As to the merits of Garcia’s copyright claim, the Ninth Circuit took aim at the threshold requirement of fixation. A work is copyrightable only if it is “fixed in a tangible medium.” Garcia did not fix anything (she performed)—the movie’s director and producers did. If I perform an interpretive dance in Central Park I can’t claim copyright; if I videotape myself doing it, I can.
The Ninth Circuit also noted that movies are considered single, integrated works. This is for practical reasons and under prior interpretations of copyright law. The opinion held that the asserted performance also failed to establish the minimum creativity required: (something that the Copyright Office had already concluded in denying Garcia's registration request:
Garcia’s theory of copyright law would result in the legal morass we warned against in Aalmuhammed—splintering a movie into many different “works,” even in the absence of an independent fixation. Simply put, as Google claimed, it “make[s] Swiss cheese of copyrights.”
Take, for example, films with a large cast—the proverbial “cast of thousands”10—such as Ben-Hur or Lord of the Rings.11 The silent epic Ben-Hur advertised a cast of 125,000 people. In the Lord of the Rings trilogy, 20,000 extras tramped around Middle-Earth alongside Frodo Baggins (played by Elijah Wood). Treating every acting performance as an independent work would not only be a logistical and financial nightmare, it would turn cast of thousands into a new mantra: copyright of thousands.
Even if Garcia’s performance was not a work for hire (meaning any copyrightable performance), it at least constituted an implied license.
Having reversed the earlier opinion on the strength of Garcia’s claim (without which there could be no injunction and Google would win), the court did not have to proceed to any further analysis, and the remainder of the opinion is arguably dicta—the court’s opinion but since not essential to the holding, and thus not necessarily binding law. The Ninth Circuit clearly wanted to send a message however, when it proceeded to the irreparable harm element of the injunction. While sympathetic to the plight that Garcia faced, the court noted that copyright is not the vehicle for the privacy protection that Garcia was actually seeking. The Ninth Circuit also took pains to address the injunction in the context of the First Amendment.
To be sure, this is not a case of garden-variety copyright infringement, such as seeking to restrain the use of copyrighted computer code. The panel’s takedown order of a film of substantial interest to the public is a classic prior restraint of speech. Alexander v. United States, 509 U.S. 544, 550 (1993) (“Temporary restraining orders and permanent injunctions—i.e., court orders that actually forbid speech activities—are classic examples of prior restraints.”). Prior restraints pose the “most serious and the least tolerable infringement on First Amendment rights,” Hunt v. NBC, 872 F.2d 289, 293 (9th Cir. 1989) (citation omitted), and Garcia cannot overcome the historical and heavy presumption against such restraints with a thin copyright claim in a five-second performance.
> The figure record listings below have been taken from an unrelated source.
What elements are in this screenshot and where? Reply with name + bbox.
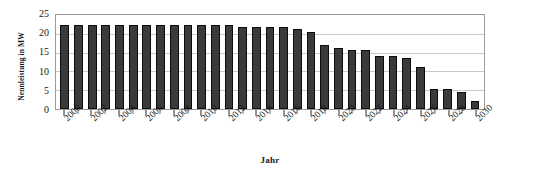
- bar-slot: [58, 15, 72, 109]
- chart-figure: Nennleistung in MW 0510152025 2000200220…: [0, 0, 540, 180]
- x-axis-title: Jahr: [0, 155, 540, 165]
- x-axis-tick-labels: 2000200220042006200820102012201420162018…: [55, 116, 485, 150]
- bar-slot: [468, 15, 482, 109]
- bar-slot: [167, 15, 181, 109]
- bar: [225, 25, 234, 109]
- bar-slot: [181, 15, 195, 109]
- bar-slot: [99, 15, 113, 109]
- bar: [266, 27, 275, 109]
- y-tick-label: 10: [39, 67, 49, 77]
- bar: [60, 25, 69, 109]
- y-tick-label: 20: [39, 28, 49, 38]
- bar-slot: [249, 15, 263, 109]
- bar: [101, 25, 110, 109]
- y-axis-title: Nennleistung in MW: [14, 14, 28, 118]
- bar: [170, 25, 179, 109]
- bar: [375, 56, 384, 109]
- bar: [416, 67, 425, 109]
- plot-area: [55, 14, 485, 110]
- bar-slot: [222, 15, 236, 109]
- bar-slot: [454, 15, 468, 109]
- bar: [74, 25, 83, 109]
- bar-slot: [277, 15, 291, 109]
- bar-slot: [85, 15, 99, 109]
- bar-slot: [304, 15, 318, 109]
- bar: [443, 89, 452, 109]
- bar: [334, 48, 343, 109]
- bar-slot: [427, 15, 441, 109]
- bar-slot: [400, 15, 414, 109]
- y-axis-title-text: Nennleistung in MW: [17, 32, 26, 100]
- bar: [197, 25, 206, 109]
- bar: [348, 50, 357, 109]
- bar-slot: [236, 15, 250, 109]
- bar-slot: [140, 15, 154, 109]
- bar: [402, 58, 411, 109]
- bar-slot: [195, 15, 209, 109]
- bar: [142, 25, 151, 109]
- bar: [471, 101, 480, 109]
- bar-slot: [318, 15, 332, 109]
- bar-slot: [72, 15, 86, 109]
- bar-slot: [113, 15, 127, 109]
- bar-slot: [331, 15, 345, 109]
- bar: [279, 27, 288, 109]
- bar: [389, 56, 398, 109]
- bar-series: [56, 15, 484, 109]
- bar-slot: [263, 15, 277, 109]
- bar: [293, 29, 302, 109]
- bar-slot: [290, 15, 304, 109]
- bar: [184, 25, 193, 109]
- y-tick-label: 15: [39, 47, 49, 57]
- bar: [238, 27, 247, 109]
- bar-slot: [413, 15, 427, 109]
- bar: [252, 27, 261, 109]
- bar-slot: [126, 15, 140, 109]
- bar: [211, 25, 220, 109]
- y-tick-label: 25: [39, 9, 49, 19]
- bar: [320, 45, 329, 109]
- bar-slot: [208, 15, 222, 109]
- y-tick-label: 5: [44, 86, 49, 96]
- bar: [88, 25, 97, 109]
- bar: [307, 32, 316, 109]
- bar-slot: [441, 15, 455, 109]
- bar: [361, 50, 370, 109]
- bar-slot: [345, 15, 359, 109]
- bar-slot: [386, 15, 400, 109]
- y-tick-label: 0: [44, 105, 49, 115]
- bar-slot: [372, 15, 386, 109]
- bar-slot: [154, 15, 168, 109]
- y-axis-tick-labels: 0510152025: [30, 14, 52, 110]
- bar: [129, 25, 138, 109]
- bar-slot: [359, 15, 373, 109]
- bar: [115, 25, 124, 109]
- bar: [156, 25, 165, 109]
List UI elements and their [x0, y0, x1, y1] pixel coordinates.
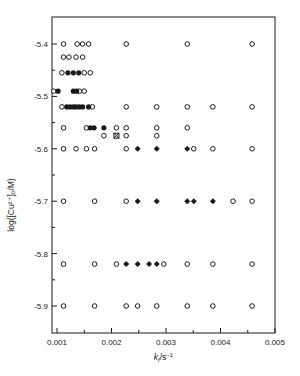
open-circle-marker: [185, 105, 190, 110]
y-axis-ticks: -5.4-5.5-5.6-5.7-5.8-5.9: [34, 40, 57, 311]
filled-circle-marker: [91, 125, 96, 130]
open-circle-marker: [92, 304, 97, 309]
open-circle-marker: [86, 42, 91, 47]
filled-diamond-marker: [154, 146, 160, 152]
open-circle-marker: [60, 71, 65, 76]
open-circle-marker: [185, 126, 190, 131]
open-circle-marker: [154, 105, 159, 110]
y-tick-label: -5.9: [34, 302, 48, 311]
filled-circle-marker: [71, 70, 76, 75]
filled-diamond-marker: [184, 198, 190, 204]
open-circle-marker: [74, 55, 79, 60]
open-circle-marker: [124, 105, 129, 110]
open-circle-marker: [82, 71, 87, 76]
open-circle-marker: [61, 126, 66, 131]
filled-diamond-marker: [191, 198, 197, 204]
filled-circle-marker: [101, 125, 106, 130]
open-circle-marker: [61, 262, 66, 267]
open-circle-marker: [82, 89, 87, 94]
open-circle-marker: [61, 55, 66, 60]
y-tick-label: -5.6: [34, 145, 48, 154]
open-circle-marker: [61, 199, 66, 204]
open-circle-marker: [75, 42, 80, 47]
open-circle-marker: [124, 199, 129, 204]
open-circle-marker: [114, 126, 119, 131]
open-circle-marker: [74, 147, 79, 152]
open-circle-marker: [51, 89, 56, 94]
open-circle-marker: [88, 71, 93, 76]
open-circle-marker: [61, 147, 66, 152]
open-circle-marker: [61, 42, 66, 47]
open-circle-marker: [61, 304, 66, 309]
y-axis-label: log([Cu²⁺]₀/M): [6, 178, 16, 232]
open-circle-marker: [250, 262, 255, 267]
y-tick-label: -5.8: [34, 250, 48, 259]
open-circle-marker: [154, 133, 159, 138]
open-circle-marker: [124, 304, 129, 309]
open-circle-marker: [135, 304, 140, 309]
open-circle-marker: [250, 199, 255, 204]
open-circle-marker: [92, 262, 97, 267]
open-circle-marker: [67, 55, 72, 60]
open-circle-marker: [211, 147, 216, 152]
plot-frame: [52, 17, 275, 333]
open-circle-marker: [154, 126, 159, 131]
filled-circle-marker: [74, 89, 79, 94]
open-circle-marker: [162, 262, 167, 267]
open-circle-marker: [250, 304, 255, 309]
open-circle-marker: [124, 42, 129, 47]
filled-diamond-marker: [135, 146, 141, 152]
x-tick-label: 0.001: [47, 338, 68, 347]
open-circle-marker: [92, 199, 97, 204]
filled-circle-marker: [86, 104, 91, 109]
x-tick-label: 0.002: [101, 338, 122, 347]
scatter-plot: 0.0010.0020.0030.0040.005 -5.4-5.5-5.6-5…: [0, 0, 300, 376]
open-circle-marker: [124, 133, 129, 138]
open-circle-marker: [250, 105, 255, 110]
filled-circle-marker: [65, 70, 70, 75]
filled-circle-marker: [80, 104, 85, 109]
y-tick-label: -5.5: [34, 92, 48, 101]
open-circle-marker: [92, 147, 97, 152]
open-circle-marker: [250, 42, 255, 47]
open-circle-marker: [80, 42, 85, 47]
open-circle-marker: [80, 55, 85, 60]
open-circle-marker: [154, 304, 159, 309]
open-circle-marker: [191, 147, 196, 152]
filled-diamond-marker: [210, 198, 216, 204]
open-circle-marker: [124, 147, 129, 152]
x-axis-ticks: 0.0010.0020.0030.0040.005: [47, 328, 286, 347]
filled-diamond-marker: [135, 198, 141, 204]
x-tick-label: 0.003: [156, 338, 177, 347]
filled-diamond-marker: [184, 146, 190, 152]
open-circle-marker: [231, 199, 236, 204]
open-circle-marker: [185, 262, 190, 267]
filled-diamond-marker: [123, 261, 129, 267]
open-circle-marker: [211, 304, 216, 309]
filled-diamond-marker: [154, 198, 160, 204]
filled-diamond-marker: [154, 261, 160, 267]
open-circle-marker: [211, 105, 216, 110]
y-tick-label: -5.4: [34, 40, 48, 49]
data-points: [51, 42, 254, 309]
filled-diamond-marker: [135, 261, 141, 267]
open-circle-marker: [185, 42, 190, 47]
filled-circle-marker: [76, 70, 81, 75]
filled-circle-marker: [55, 89, 60, 94]
y-tick-label: -5.7: [34, 197, 48, 206]
x-tick-label: 0.004: [210, 338, 231, 347]
x-axis-label: kf/s−1: [154, 352, 174, 363]
open-circle-marker: [185, 304, 190, 309]
scatter-figure: 0.0010.0020.0030.0040.005 -5.4-5.5-5.6-5…: [0, 0, 300, 376]
open-circle-marker: [114, 262, 119, 267]
open-circle-marker: [250, 147, 255, 152]
open-circle-marker: [124, 126, 129, 131]
open-circle-marker: [84, 147, 89, 152]
x-tick-label: 0.005: [265, 338, 286, 347]
open-circle-marker: [60, 105, 65, 110]
open-circle-marker: [211, 262, 216, 267]
filled-diamond-marker: [146, 261, 152, 267]
open-circle-marker: [102, 133, 107, 138]
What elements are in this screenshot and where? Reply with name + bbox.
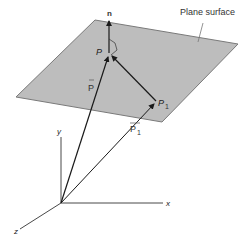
x-axis-label: x [165,199,171,208]
svg-text:P: P [158,98,164,108]
svg-text:P: P [88,83,94,93]
point-p-label: P [96,47,102,57]
y-axis-label: y [56,127,62,136]
z-axis [20,203,61,229]
plane-surface-label: Plane surface [180,7,235,17]
normal-label: n [107,9,112,18]
svg-text:1: 1 [137,129,141,136]
vector-p1 [61,104,154,203]
plane-normal-diagram: Plane surface n P P 1 P P 1 y x z [0,0,248,236]
svg-text:1: 1 [165,103,169,110]
z-axis-label: z [13,227,18,236]
vector-p1-label: P 1 [130,123,141,136]
svg-text:P: P [130,124,136,134]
This case reminds me in many ways of the Jenack case (concerning disclosure of the seller in an auction under New York law), in that it created an interregnum that no one expected and which threatened to upend he status quo. Those expectations have now been restored.
Interestingly, while the result certainly telegraphs the probable outcome of the case, the appeal concerned only the injunction. I would certainly expect the defendants to move to dismiss relying on this opinion, but the case is not actually over (yet).